Walpurgisnacht – Closing Night Celebration

Sunday, April 30, 7:30 PM
CLOSING NIGHT

Walpurgisnacht – Closing night party + screening
BUY TICKETS ($12)

* FREE FOR TICKET HOLDERS OF ANY PREVIOUS CFF 2018 PROGRAMS

We’re closing out the 2018 CFF on the “Night of the Witches” with a pagan celebration!  Make your own wicker effigy (we’ll supply the materials) and burn it on the roof of PhilaMOCA following a talk on the history of this pagan holiday by our very own Samm Deighan!  Then we’ll all head inside for an anniversary screening of the 1973 cult classic The Wicker Man.
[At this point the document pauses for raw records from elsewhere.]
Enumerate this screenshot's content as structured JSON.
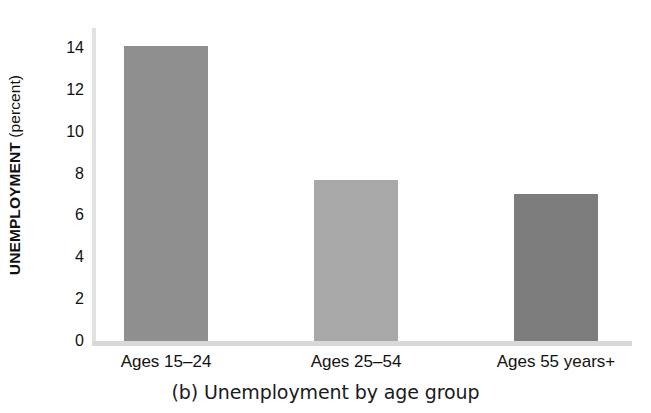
{
  "chart_data": {
    "type": "bar",
    "title": "(b) Unemployment by age group",
    "xlabel": "",
    "ylabel": "UNEMPLOYMENT (percent)",
    "ylabel_bold_part": "UNEMPLOYMENT",
    "ylabel_light_part": " (percent)",
    "categories": [
      "Ages 15–24",
      "Ages 25–54",
      "Ages 55 years+"
    ],
    "values": [
      14.1,
      7.7,
      7.0
    ],
    "ylim": [
      0,
      15
    ],
    "yticks": [
      0,
      2,
      4,
      6,
      8,
      10,
      12,
      14
    ],
    "ytick_labels": [
      "0",
      "2",
      "4",
      "6",
      "8",
      "10",
      "12",
      "14"
    ],
    "grid": false,
    "legend": false,
    "bar_colors": [
      "#8f8f8f",
      "#a8a8a8",
      "#7d7d7d"
    ],
    "axis_color": "#dcdcdc",
    "text_color": "#111111"
  },
  "caption": "(b) Unemployment by age group"
}
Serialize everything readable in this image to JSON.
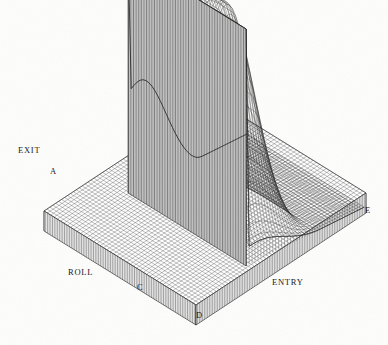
{
  "figure": {
    "kind": "3d-surface-wireframe",
    "title": "",
    "background_color": "#fdfdfc",
    "ink_color": "#1a1a1a",
    "width": 388,
    "height": 345
  },
  "labels": {
    "exit": "EXIT",
    "roll": "ROLL",
    "entry": "ENTRY",
    "corner_a": "A",
    "corner_c": "C",
    "corner_d": "D",
    "corner_e": "E"
  },
  "label_positions": {
    "exit": {
      "x": 18,
      "y": 146
    },
    "roll": {
      "x": 68,
      "y": 268
    },
    "entry": {
      "x": 272,
      "y": 278
    },
    "corner_a": {
      "x": 50,
      "y": 167
    },
    "corner_c": {
      "x": 137,
      "y": 283
    },
    "corner_d": {
      "x": 196,
      "y": 311
    },
    "corner_e": {
      "x": 365,
      "y": 206
    }
  },
  "chart_data": {
    "type": "surface",
    "title": "",
    "xlabel": "ENTRY",
    "ylabel": "ROLL",
    "zlabel": "",
    "axis_annotations": [
      "EXIT",
      "ROLL",
      "ENTRY"
    ],
    "corner_markers": [
      "A",
      "C",
      "D",
      "E"
    ],
    "grid": true,
    "legend": "none",
    "mesh": {
      "nx": 58,
      "ny": 46,
      "line_width": 0.35
    },
    "projection": {
      "type": "oblique-isometric",
      "origin_x": 196,
      "origin_y": 291,
      "u_dx": -2.62,
      "u_dy": -1.62,
      "v_dx": 2.95,
      "v_dy": -1.47,
      "z_scale": 237
    },
    "base_slab": {
      "corner_front": {
        "x": 196,
        "y": 305
      },
      "corner_left": {
        "x": 44,
        "y": 211
      },
      "corner_right": {
        "x": 366,
        "y": 193
      },
      "thickness_px": 20,
      "hatch": "vertical-fine"
    },
    "x": [
      0.0,
      0.0175,
      0.0351,
      0.0526,
      0.0702,
      0.0877,
      0.1053,
      0.1228,
      0.1404,
      0.1579,
      0.1754,
      0.193,
      0.2105,
      0.2281,
      0.2456,
      0.2632,
      0.2807,
      0.2982,
      0.3158,
      0.3333,
      0.3509,
      0.3684,
      0.386,
      0.4035,
      0.4211,
      0.4386,
      0.4561,
      0.4737,
      0.4912,
      0.5088,
      0.5263,
      0.5439,
      0.5614,
      0.5789,
      0.5965,
      0.614,
      0.6316,
      0.6491,
      0.6667,
      0.6842,
      0.7018,
      0.7193,
      0.7368,
      0.7544,
      0.7719,
      0.7895,
      0.807,
      0.8246,
      0.8421,
      0.8596,
      0.8772,
      0.8947,
      0.9123,
      0.9298,
      0.9474,
      0.9649,
      0.9825,
      1.0
    ],
    "y": [
      0.0,
      0.0222,
      0.0444,
      0.0667,
      0.0889,
      0.1111,
      0.1333,
      0.1556,
      0.1778,
      0.2,
      0.2222,
      0.2444,
      0.2667,
      0.2889,
      0.3111,
      0.3333,
      0.3556,
      0.3778,
      0.4,
      0.4222,
      0.4444,
      0.4667,
      0.4889,
      0.5111,
      0.5333,
      0.5556,
      0.5778,
      0.6,
      0.6222,
      0.6444,
      0.6667,
      0.6889,
      0.7111,
      0.7333,
      0.7556,
      0.7778,
      0.8,
      0.8222,
      0.8444,
      0.8667,
      0.8889,
      0.9111,
      0.9333,
      0.9556,
      0.9778,
      1.0
    ],
    "z_description": "Rolling-mill pressure-hill surface. Value is ~0 over the ENTRY plain (right/far region), rises over a rounded ridge toward the centre, then terminates in a tall near-vertical cliff wall on the EXIT (left) side whose crest is the maximum. A sharp crease/valley runs from the cliff top down toward corner C.",
    "z_range": [
      0.0,
      1.0
    ],
    "z_features": {
      "plateau_level": 0.0,
      "ridge_peak": 0.86,
      "cliff_crest": 1.0,
      "cliff_base": 0.0,
      "cliff_x_position": 0.3,
      "crease_y_position": 0.34
    },
    "regions": [
      {
        "name": "EXIT wall",
        "location": "left",
        "z": 1.0,
        "style": "vertical-ruled"
      },
      {
        "name": "pressure hill",
        "location": "centre-right",
        "z_max": 0.86,
        "style": "cross-mesh"
      },
      {
        "name": "ENTRY plain",
        "location": "right/front",
        "z": 0.0,
        "style": "cross-mesh"
      },
      {
        "name": "ROLL plain",
        "location": "left/front",
        "z": 0.0,
        "style": "cross-mesh"
      }
    ]
  }
}
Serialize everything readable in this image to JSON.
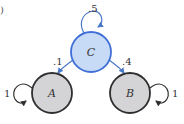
{
  "diagram": {
    "type": "markov-chain",
    "corner_mark": ")",
    "colors": {
      "absorbing_fill": "#d4d4d6",
      "absorbing_stroke": "#2f2f2f",
      "transient_fill": "#c8dbf6",
      "transient_stroke": "#3f6fd6",
      "edge_blue": "#4a78c8",
      "edge_dark": "#2f2f2f"
    },
    "nodes": [
      {
        "id": "C",
        "label": "C",
        "kind": "transient"
      },
      {
        "id": "A",
        "label": "A",
        "kind": "absorbing"
      },
      {
        "id": "B",
        "label": "B",
        "kind": "absorbing"
      }
    ],
    "edges": [
      {
        "from": "C",
        "to": "C",
        "label": ".5"
      },
      {
        "from": "C",
        "to": "A",
        "label": ".1"
      },
      {
        "from": "C",
        "to": "B",
        "label": ".4"
      },
      {
        "from": "A",
        "to": "A",
        "label": "1"
      },
      {
        "from": "B",
        "to": "B",
        "label": "1"
      }
    ]
  }
}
Historically celebrated on the evening of April 30 by German, Scandinavian, and even Eastern European countries, Walpurgisnacht—or Hexennacht, literally “Night of the Witches”—is one of several pagan festivals to survive the Christianization of Europe and continue on in modern day.  Renamed as the feast day of Saint Walpurga, a medieval abbess, the night is six months from Halloween and functions as something of an inverse to that spookiest of holidays.  It was believed by medieval and especially early modern Europe that this was a night that witches gathered to celebrate their diabolical master.  In Faust, Goethe wrote of their meeting on the highest peak of the Harz Mountains in Germany, known as the Brocken, where they would revel with Satan.

According to pagan custom, Walpurgisnacht was also a celebration of springtime and fertility, with the bonfires meant to drive out the darkness of winter and welcome the vernal season.  As with Halloween, the veil between the mortal and spirit worlds is allegedly thin, making Walpurgisnacht an ideal night for spell casting and communicating with the spirits.  The tradition of contemporary revelers to dance, sing, and cause carnivalesque mayhem—and to dress up as witches, devils, or in other supernaturally-themed costumes—began as a way to ward off evil spirits, but has continued on in northern Europe as pagan ancestral traditions become popular once again.